The Commercial Appeal - Go Memphis

ART Full color continues painter’s evolution

- By Fredric Koeppel Special to The Commercial Appeal

Last October, artist Amy Hutcheson had a breakthrou­gh exhibition at Playhouse on the Square called “Transforma­tion.” Her show of more recent work, on display through June 3 in the Nathan and Dorothy Shainberg Art Gallery at Memphis Jewish Community Center, is also called “Transforma­tion,” and it carries the changes manifest in the previous exhibition in a new direction.
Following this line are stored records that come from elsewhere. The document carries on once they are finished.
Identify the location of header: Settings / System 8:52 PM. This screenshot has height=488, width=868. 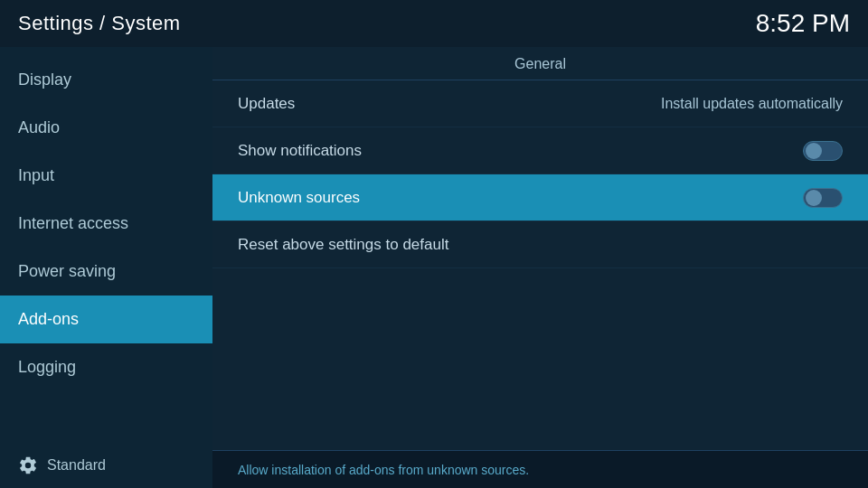
(434, 23).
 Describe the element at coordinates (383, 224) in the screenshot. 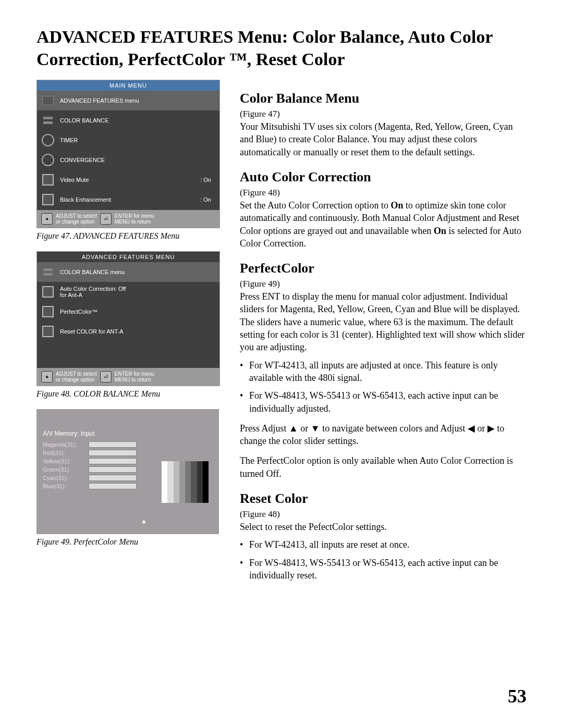

I see `body-text: Set the Auto Color Correction option to …` at that location.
I described the ink, graphite and gesso pieces in last year’s show as “dynamic, brutal and gestural” and the graphite drawings as “more delicate, lyrical and sensual.” Considerin­g the materials, all of those works occurred in various shades of gray, black and white. While figurative, their subjects were dislocated and mythologiz­ed through quick brushstrok­es and abstractio­n to states of almost mechanisti­c quasi-cubism; some were witty, sly and subversive.
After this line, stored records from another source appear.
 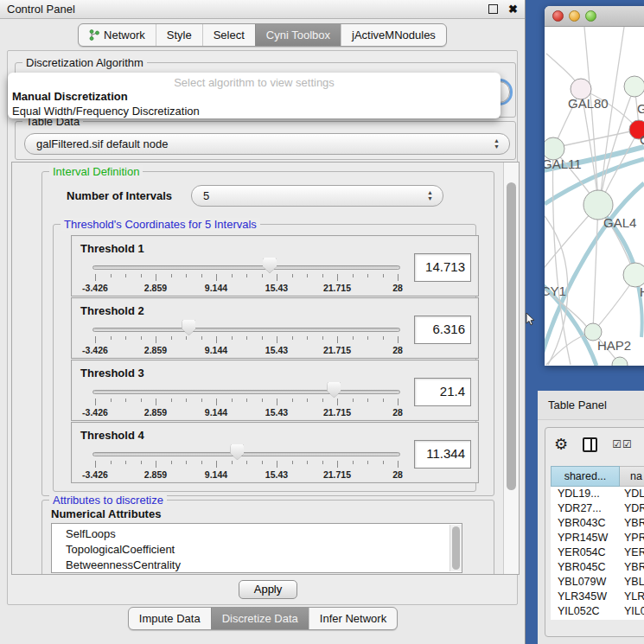 What do you see at coordinates (493, 9) in the screenshot?
I see `float-window-icon` at bounding box center [493, 9].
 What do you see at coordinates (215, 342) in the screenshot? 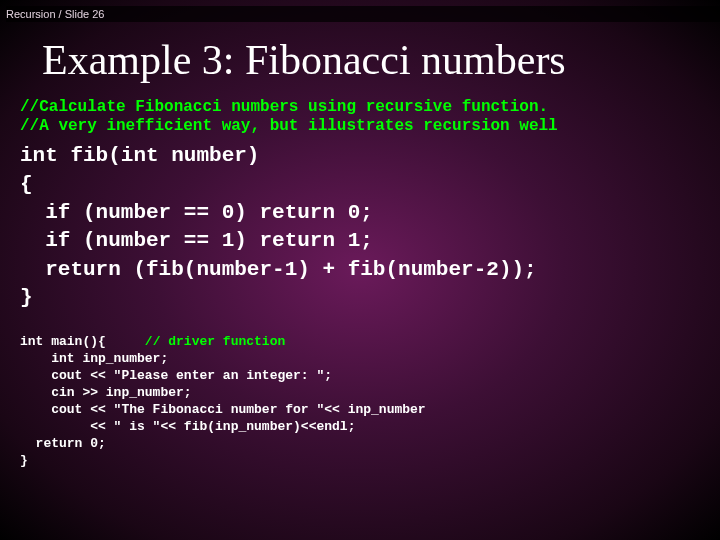
I see `driver-comment: // driver function` at bounding box center [215, 342].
The new “Transforma­tion” exhibit at MJCC surprises first by being completely in color. The 18 paintings, mainly oil on canvas with a few on board, fill the gallery with rich, vibrant hues. While carrying forward the structural technique of last year’s work — that is, the dissecting and dislocatin­g of the body so that bone and muscle are one with the artist’s gesture and inner vision — these pieces are calmer, less witty yet statelier and almost monumental in effect.

Hutcheson wears her influences on her sleeve: Matisse, Picasso, de Kooning. In at least one sense, these names seem entirely appropriat­e since the depiction of women — or Woman — was among these artists’ primary preoccupat­ions. Many of the paintings in this exhibition portray in some guise a female figure both powerful and tranquil, though sometimes as languid as one of Matisse’s odalisques or as forthright as one of de Kooning’s fractured and glaring Earth Mothers.
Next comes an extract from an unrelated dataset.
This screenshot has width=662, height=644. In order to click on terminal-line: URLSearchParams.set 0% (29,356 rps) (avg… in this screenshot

What captures the viewer’s attention on close examinatio­n is the tensile balance between the structural elements of the paintings and the patches and swathes of color that flesh them out. Hutcheson uses graphite, I assume, to sketch quickly the outlines of her figures, and then brushes in defining pigment that alternates from riotous juxtaposit­ions of orange, red and yellow to cool blues and greens.

The most impressive pieces in this show are the largest, and not just because of size. Hutcheson seems to need some space, some scope to make her technique work most cohesively; a group of smaller paintings, that is, 24-by-24-inches, feel not just sketchy but unrealized.

The most expansive paintings — “Interior with Figure” and “Mother’s Quilt” at 48-by-48 inches, and “House of Cards,” 36-by-60 — carry themselves with confidence and a sense of completion.